What has improved, however, is the directorial approach taken by Zemeckis; instead of throwing faux-realistic animation at us and calling it a day, we’re taken on a journey that couldn’t have been duplicated in a live-action film – long, flowing, sensous ‘camera’ takes, impossible angles, minimal editing.
There’s a level of art here sorely missing from most computer-generated animation that I truely appreciated.
Screenplay by Neil Gaiman and Roger Avary delivers (surprisingly) the most compelling screen version of the classic epic poem yet (not that there’s been much competition).

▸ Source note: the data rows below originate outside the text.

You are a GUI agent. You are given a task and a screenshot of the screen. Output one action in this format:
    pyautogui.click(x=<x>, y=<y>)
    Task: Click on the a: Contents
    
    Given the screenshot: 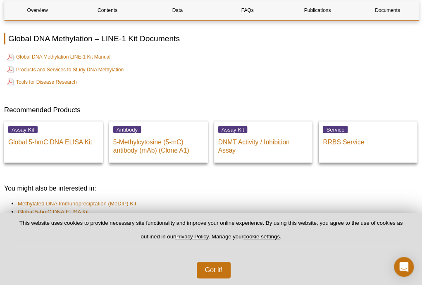 What is the action you would take?
    pyautogui.click(x=107, y=10)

The hideous monster Grendel (Crispin Glover) is attacking the Danish kingdom of King Hrothgar (Anthony Hopkins); hearing of a need for a hero, Beowolf (Ray Winstone) soon turns up to slay the beast and his mother (Angelina Jolie).
But, ’tis only the beginning of this tale. I cannot fault the screenplay, direction, or ‘performances’ here. I only fault the animation, which another step in that is-it-real? direction that simply hasn’t been perfected yet.
The rotoscoping techniques used by Ralph Bakshi and (later) Richard Linklater were – for my money – more ‘realistic’ than anything I see here, and traditional animation routinely gives us characters with more personality and ‘soul’.
I wish this version of Beowulf was filmed using either of those techniques, or even in live-action; the film could have been great. Instead it’s merely good.